What happens when first grade students are asked to make connections, given some chalk, a sidewalk, a simple drawing, some rocks and a garden? The answer is: an enthusiastic rendering of new ideas about how the world works.
At Borton Magnet School, Molly Reed, Outdoor Learning Coordinator, brought a group of first graders out to the school’s garden to help maintain various projects in progress. What also resulted was an impromptu lesson about garden health.
What does it mean for our garden to be healthy?
How do we know it’s healthy?
What increases the garden’s health and what decreases it?
Blank stock-flow templates and behavior-over-time graphs were painted directly on the sidewalk there, just waiting for students to think about the dynamics and interconnected nature of the garden. Rocks and chalk were standing by. The stock became “Garden health” and the flows increased and decreased that health.Students chose rocks painted with words of different garden parts, placed them near the inflow or outflow, and drew cause-and-effect arrows. They showed that some “rock elements” directly affect the increase of garden health, such as sunlight. Some rock elements affect one another, such as the worms affect the soil [quality], which increases the health of the garden. Other rock elements affect the decrease of garden health, such as animals that eat plants.

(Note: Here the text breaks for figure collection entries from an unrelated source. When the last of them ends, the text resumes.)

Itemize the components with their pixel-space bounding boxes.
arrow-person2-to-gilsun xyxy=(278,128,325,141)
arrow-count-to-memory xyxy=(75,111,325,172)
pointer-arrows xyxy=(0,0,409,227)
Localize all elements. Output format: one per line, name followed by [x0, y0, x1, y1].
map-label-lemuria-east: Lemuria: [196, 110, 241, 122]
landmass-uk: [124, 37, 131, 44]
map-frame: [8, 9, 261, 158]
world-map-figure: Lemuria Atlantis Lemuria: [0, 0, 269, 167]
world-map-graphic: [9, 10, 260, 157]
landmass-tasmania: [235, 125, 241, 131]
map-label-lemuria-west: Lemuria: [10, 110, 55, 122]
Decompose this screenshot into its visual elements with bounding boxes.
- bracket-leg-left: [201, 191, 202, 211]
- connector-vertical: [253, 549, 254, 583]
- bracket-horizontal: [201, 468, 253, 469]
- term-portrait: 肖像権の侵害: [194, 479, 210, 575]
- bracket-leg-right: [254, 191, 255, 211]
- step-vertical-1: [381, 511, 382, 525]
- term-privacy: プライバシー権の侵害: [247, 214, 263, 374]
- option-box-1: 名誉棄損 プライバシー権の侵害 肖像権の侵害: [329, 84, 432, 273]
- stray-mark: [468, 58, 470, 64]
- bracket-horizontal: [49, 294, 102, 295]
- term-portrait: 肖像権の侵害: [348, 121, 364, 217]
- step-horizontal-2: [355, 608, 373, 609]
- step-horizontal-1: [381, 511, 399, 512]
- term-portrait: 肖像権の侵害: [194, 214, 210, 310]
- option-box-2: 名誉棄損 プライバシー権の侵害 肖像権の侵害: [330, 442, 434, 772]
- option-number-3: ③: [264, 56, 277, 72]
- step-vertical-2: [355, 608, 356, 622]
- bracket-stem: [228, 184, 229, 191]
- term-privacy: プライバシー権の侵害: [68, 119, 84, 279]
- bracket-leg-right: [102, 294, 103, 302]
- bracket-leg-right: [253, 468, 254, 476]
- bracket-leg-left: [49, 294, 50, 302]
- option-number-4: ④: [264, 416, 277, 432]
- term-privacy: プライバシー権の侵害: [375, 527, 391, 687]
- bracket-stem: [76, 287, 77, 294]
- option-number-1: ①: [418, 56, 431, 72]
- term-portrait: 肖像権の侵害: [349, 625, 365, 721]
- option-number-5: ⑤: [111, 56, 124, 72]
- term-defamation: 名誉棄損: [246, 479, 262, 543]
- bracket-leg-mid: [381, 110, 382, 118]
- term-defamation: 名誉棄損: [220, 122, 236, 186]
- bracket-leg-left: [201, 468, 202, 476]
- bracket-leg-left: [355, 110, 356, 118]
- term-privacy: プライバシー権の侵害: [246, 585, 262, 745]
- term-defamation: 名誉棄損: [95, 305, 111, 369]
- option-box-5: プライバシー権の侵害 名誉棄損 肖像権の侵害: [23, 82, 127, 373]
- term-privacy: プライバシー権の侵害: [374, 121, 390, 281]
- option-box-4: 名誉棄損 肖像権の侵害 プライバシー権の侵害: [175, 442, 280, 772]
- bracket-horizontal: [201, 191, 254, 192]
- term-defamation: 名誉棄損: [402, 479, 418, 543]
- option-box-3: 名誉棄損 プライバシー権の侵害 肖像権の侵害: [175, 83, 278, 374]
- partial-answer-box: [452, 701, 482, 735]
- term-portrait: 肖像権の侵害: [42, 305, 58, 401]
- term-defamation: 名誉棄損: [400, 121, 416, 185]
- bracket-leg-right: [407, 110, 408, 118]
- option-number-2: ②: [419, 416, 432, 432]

The “big question” about feedback came then; it’s a question that teachers sometimes wonder whether their young students can understand. “How does the stock affect other parts of the system?”
Can students understand this concept of feedback in a stock-flow map? That is, can they represent how a particular stock affects other parts of the system they’re drawing? The only way to find out is to be willing to take a leap, to put a question about feedback out there, and see how students respond. Questions like:
“How does the health of the garden affect other parts?”
“What happens if you have a really healthy garden; what will that affect?”
Without any additional prompting, one girl immediately described a connection between the stock of garden health and the worms. She drew an arrow to represent her idea. So the healthier the garden is, the more worms there will be. Another student saw a connection between health and soil, adding on another arrow to show his idea.
So given the chance, the short answer is a resounding yes! Students can take the next step beyond seeing what increases and decreases a stock. They can indeed realize that the stock is also an important part of the system that affects other parts, thus illustrating the feedback relationships that exist in their garden.
The next challenge: can young students see the feedback loop they created in the stock-flow map and then draw it out as a causal loop? That’s a “big question” for another day.